Proctor Quinlan adjusted his glasses, the lenses glinting. "The message was carefully constructed. It wasn't overtly hostile like no mention of the Brotherhood, no direct challenge to our authority. But its subtext was unmistakable: they're building something new… something that presents itself as the moral alternative to us."
Proctor Ingram folded her arms. "So they throw a big memorial, light some candles, and give out a few thousand caps. That doesn't make them a threat."
Maxson looked at her, his stare sharp enough to cut through steel. "It does when every settler from here to Far Harbor starts to believe their Republic is what the Commonwealth needs instead of us."
He turned away again, pacing slowly around the table. "When we first took to the skies above this wasteland, we were the saviors of humanity. We burned the mutants, purged the synths, cleansed the filth left by the old world. But now—" He paused, jaw tightening. "Now this… Freemasons Republic stands below us, claiming to be the true inheritor of civilization."
Paladin Brandis shifted uncomfortably, his heavy armor clinking faintly. "With all due respect, Elder, maybe that's what people down there want. They've seen enough war to last a lifetime. Maybe they just—"
"Enough," Kells barked sharply, but Maxson raised a hand, stopping him.
"No, Captain," Maxson said, his gaze still on Brandis. "Let him finish."
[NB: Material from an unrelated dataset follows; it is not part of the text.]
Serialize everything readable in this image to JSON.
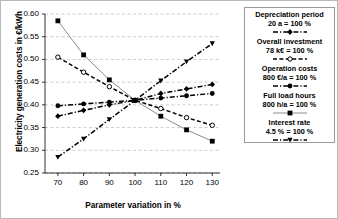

Brandis hesitated, the muscles in his jaw flexing. "I'm not saying they're right. But I've seen what they're doing out there. Roads being rebuilt, farms flourishing, people not afraid to walk outside their gates anymore. They're not the Institute. They're not raiders. And for the first time in years, they're making the Commonwealth believe in something that isn't us."
A silence hung after his words—thick, heavy, and dangerous.
Maxson studied him for a long moment. Then, slowly, he nodded. "That's precisely what makes them dangerous."
He walked back to the viewport, his voice quieter now, but no less certain. "Fear keeps people obedient. Hope makes them rebellious. The Institute ruled through terror; it will crumbled because of it. But the Freemasons… they inspire hope. And hope, in the hands of a well-armed, well-organized movement, is far more dangerous than any synth army."
Kells stepped forward, posture rigid. "Orders, sir?"
Maxson didn't answer right away. He was staring at the water below again, at the faint glimmer of sunlight off the waves. When he finally spoke, it was with a tone that carried both calculation and conviction.
"For now, we observe," he said. "We monitor their transmissions, map their signal network, and intercept any new frequencies they establish. Quinlan, that's your responsibility."
Quinlan inclined his head. "Understood, Elder. I'll have a team start analyzing their encryption protocols immediately."
Maxson turned to Ingram next. "I want a technical assessment on their relay towers. If we decide to neutralize them, I need to know how fast we can do it and how hard they can hit back."
Ingram smirked faintly. "You planning to blow up their radios, sir?"
"If it keeps the Commonwealth from falling under their spell, yes."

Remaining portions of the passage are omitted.